Hinton was also much occupied with the problem of the unification of knowledge, the solution of which he sought in the category of ‘equilibration.’ The inorganic world exhibits motion and resistance in unstable equilibrium, the organic world ‘vital force’ and chemical affinity in unstable equilibrium. Function is the effect of the temporary preponderance of the latter over the former force. Structure results from function modified by resistance. Thus chemical affinity being a mode of molecular motion, biology is affiliated to physics through the conceptions of motion, resistance, tension, and unstable equilibrium. The weakest point in this theory is the obscurity in which it leaves the ‘vital force;’ nor can Hinton be said to have made out his revolutionary theory of function, which makes it not the cause but the effect of waste. Hinton finds the analogue of his biological theory in the mental and moral evolution of the race. Scientific procedure implies an unstable equilibrium between fact and theory. In other words, the first step consists in placing upon the facts to be explained a provisional construction, called by Hinton a theory, but more usually termed an hypothesis. Both the survey of the facts and the theory are necessarily inadequate, and as further facts are accumulated the theory is modified to suit them. As the result of this gradual articulation of the theory, it becomes at last so complicated that it sinks, as it were, by its own weight, and is replaced by some simpler theory. In this curious analogy ‘theory’ corresponds to ‘vital force,’ facts to ‘chemical affinity,’ their accumulation to the process of nutrition, and the final discrediting of the theory to ‘function.’ Hinton's analysis of scientific method coincides in a remarkable way with the Hegelian idea of a ‘dialectic movement’ inherent in thought itself, a coincidence the more striking as he was unacquainted with the Hegelian philosophy.

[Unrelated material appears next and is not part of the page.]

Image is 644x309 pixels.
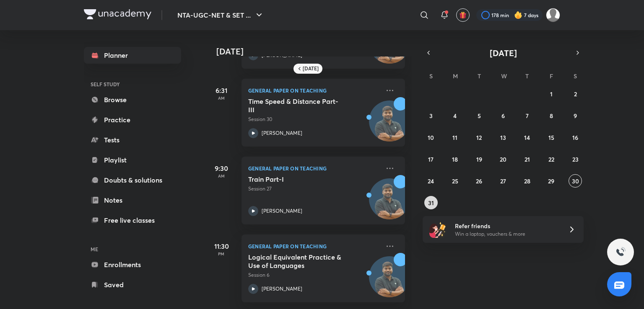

In the moral sphere Hinton traces the same process. As an individual self, man is a negation, a limitation of the divine Spirit, and can thus only attain his true life through unselfishness, whereby he transcends himself and becomes one with God. In fact, however, he has done just the opposite, making himself the centre of the universe, his own supposed interest, mundane or spiritual, his principal concern. The moral centre of gravity must, therefore, be shifted from self-regard to regard for others, from egoism to altruism or mutual service. Hinton's premature death prevented him from giving orderly expression to his ethical system. The volume entitled ‘The Law-breaker and the Coming of the Law’ presents it in so ill-digested a shape as to be hardly intelligible. The work is also marred by hints as to the need of a reform of the institution of marriage, which seem to point in the direction of free love.

[Life and Letters, edited by Ellice Hopkins, with introduction by Sir W. W. Gull, 1878; Chapters on the Art of Thinking, with Mr.